The clever joke I wish I'd made. Oh wait... -- Griselda Heppel
Back in 2015, somebody made a clever joke that I wished -
Still, there is hope. Expert virologists all over the world have been working furiously to produce vaccines. Two are already approved and more will come. We just have to be patient. (And for goodness’ sake, take the vaccines when offered. Only a generation with no living or close family memories of what a polio/diphtheria/whooping cough/measles epidemic can do would hesitate.)

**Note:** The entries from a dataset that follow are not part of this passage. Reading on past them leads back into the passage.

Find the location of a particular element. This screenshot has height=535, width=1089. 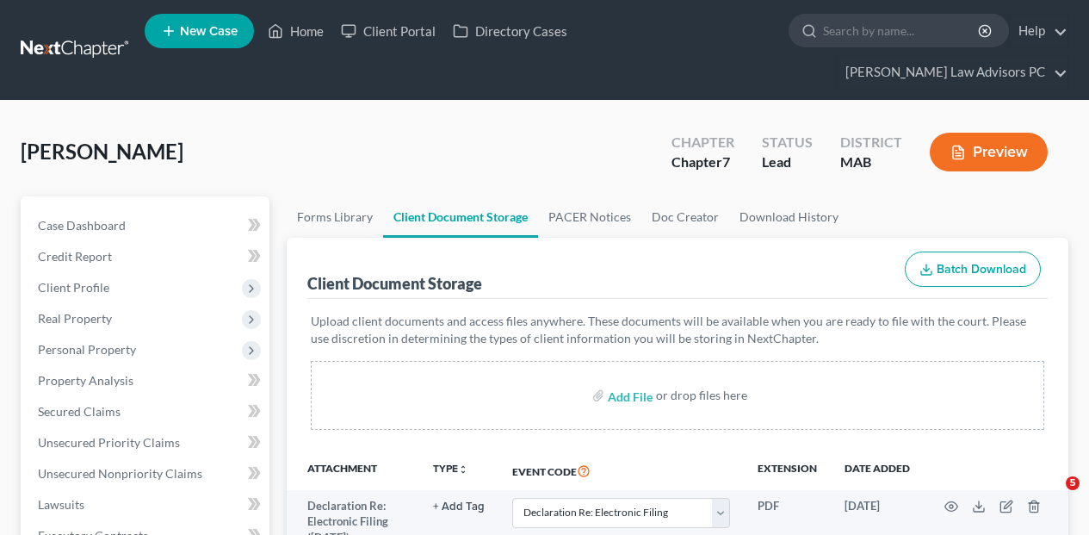

button: Preview is located at coordinates (989, 152).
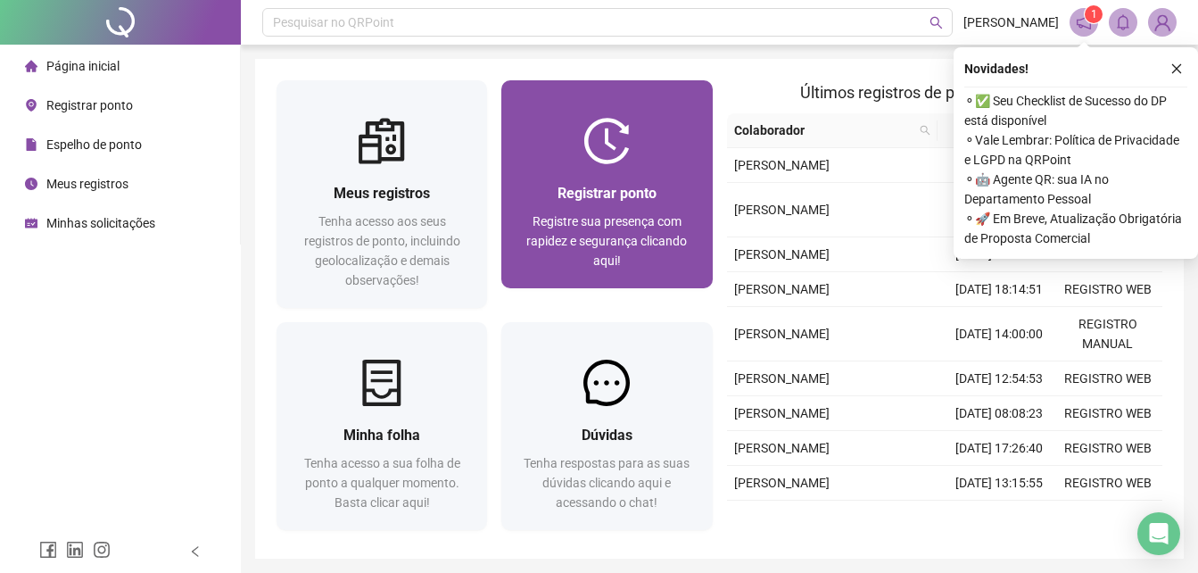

spectacular sourdough and banana bread (both of which I love but, er, why now?) to taking up a musical instrument or mastering Mandarin.

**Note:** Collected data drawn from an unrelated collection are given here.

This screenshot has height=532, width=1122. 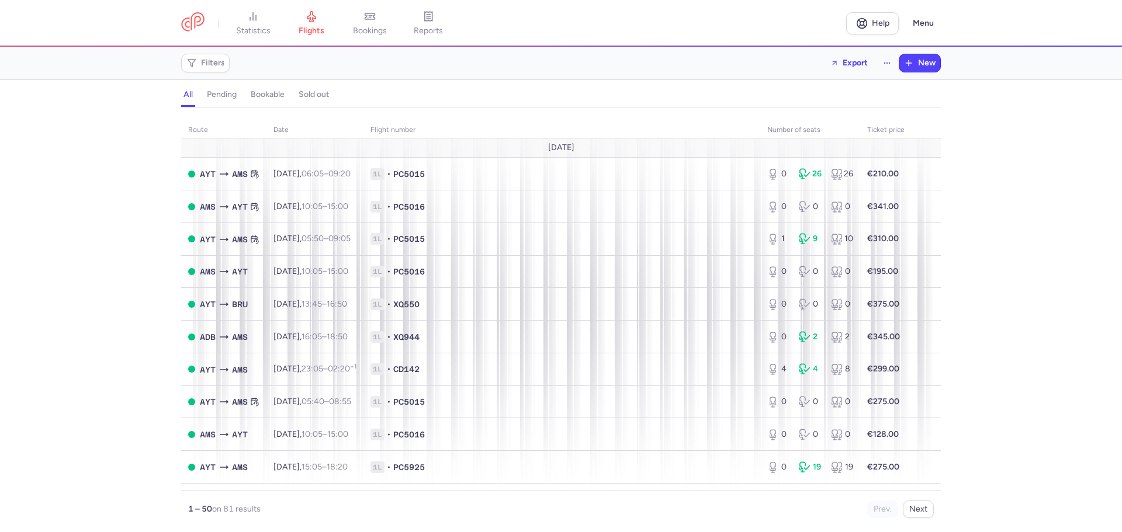 What do you see at coordinates (810, 369) in the screenshot?
I see `div: 4` at bounding box center [810, 369].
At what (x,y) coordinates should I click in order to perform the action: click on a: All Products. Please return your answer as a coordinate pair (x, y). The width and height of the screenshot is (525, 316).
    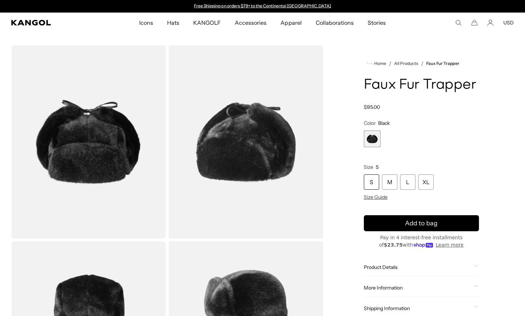
    Looking at the image, I should click on (406, 64).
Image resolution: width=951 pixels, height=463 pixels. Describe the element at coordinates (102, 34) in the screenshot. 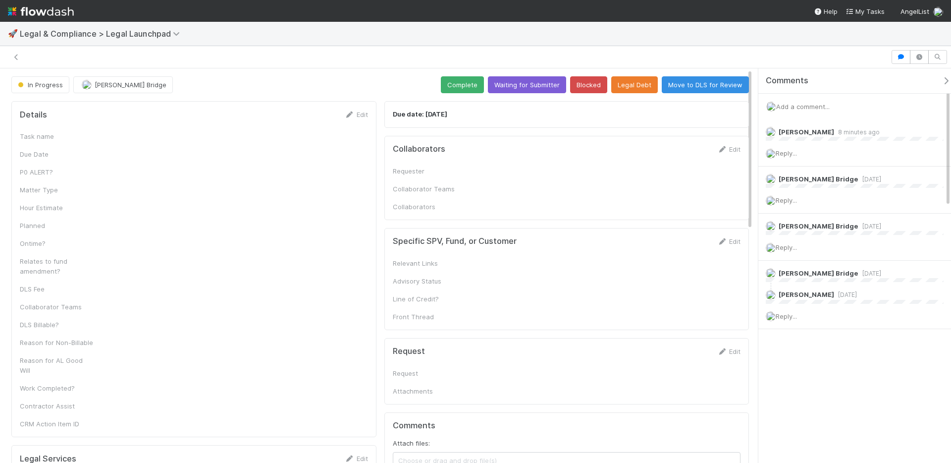

I see `span: Legal & Compliance > Legal Launchpad` at that location.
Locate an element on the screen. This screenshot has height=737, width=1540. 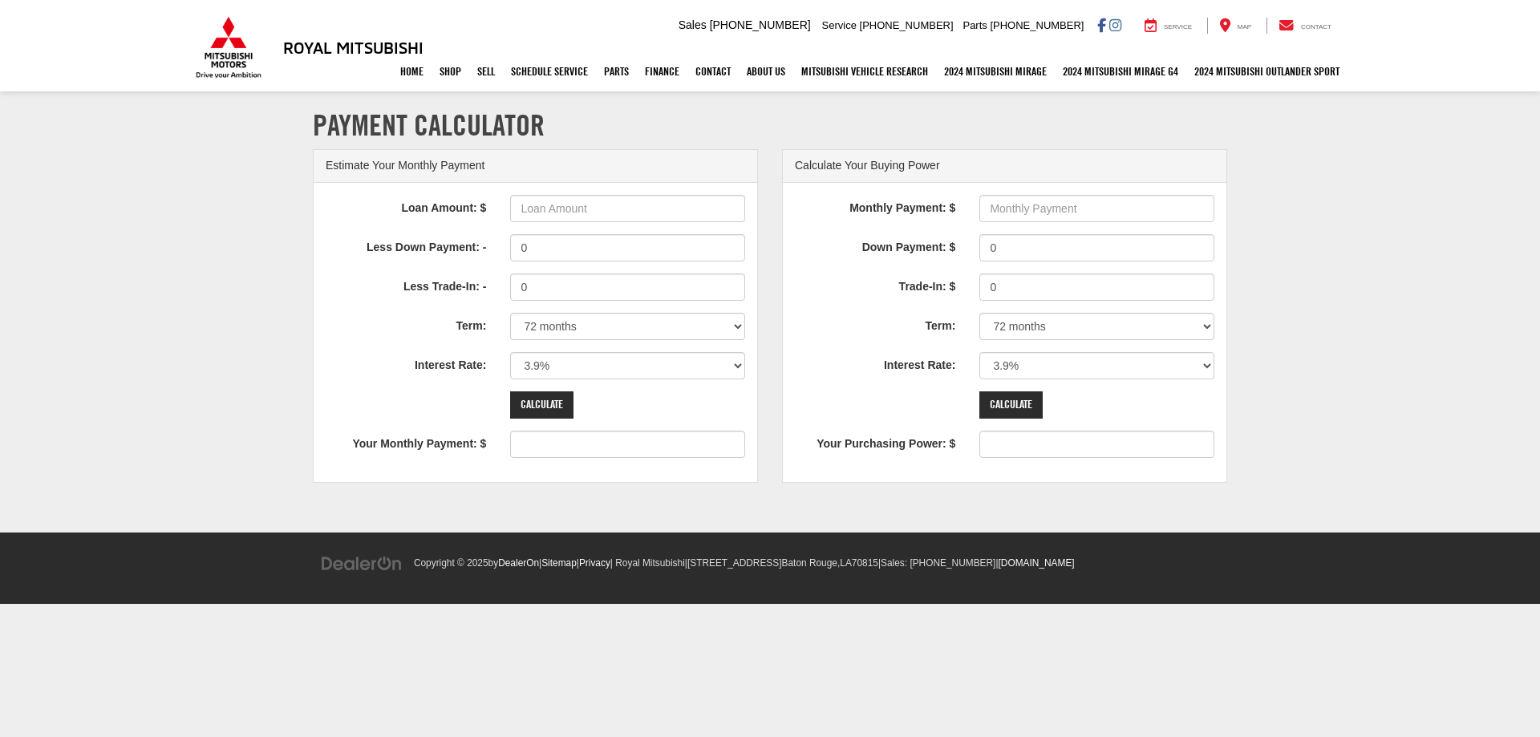
input: Down Payment is located at coordinates (1097, 248).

a) I’d thought of myself (naturally)
b) the person had made it five years before, giving us so much longer to enjoy it.
It went something like this:
Prospective employer: So, Ms ------, where do you see yourself in five years’ time?
Interview candidate: I don’t know. I don’t have 2020 vision.
No 2020 vision here Photo by Ksenia Chernaya from Pexels |
With 2020 behind us, that joke has taken on a kind of tragic grandeur, of Socratic irony even. Nobody had 2020 vision. Except for a few far-sighted scientists and medical experts who knew we were in for a pandemic but couldn’t say when. And if they had pointed to 2020, who’d have believed them? Yes, yes, we’d have said. Don’t worry, we’re used to flu. We’ll be fine.
A wonderful thing, hindsight. By the time you read this, we’ll all have 2020 vision. Just, er, backwards.
Spectacular sourdough Photo by Jytte Elfferich from Pexels |
Nor was lockdown entirely unproductive. For those lucky enough not to have gone through traumatic illness and loss, the enforced retreat from ordinary life seems to have led to all kinds of creativity, from churning out
Banana bread. Yum. Photo by Polina Tankilevitch from Pexels |
Not being able to lay claim to any of these, I am nevertheless delighted in what I did achieve. After years of drafting and redrafting, my third children’s book, The Fall of a Sparrow, is at last in production with Matador and will appear in April 2021.
So here’s a big Happy New Year to you all, with bright hopes for BETTER THINGS ahead.
Find out more about Griselda Heppel here:
and her children's books:
Ante's Inferno
The Tragickall History of Henry Fowst
Ante's Inferno
The Tragickall History of Henry Fowst
and
Comments
Hope for a better 2021 indeed!
Many thanks too for your kind encouragement. Onward and upward!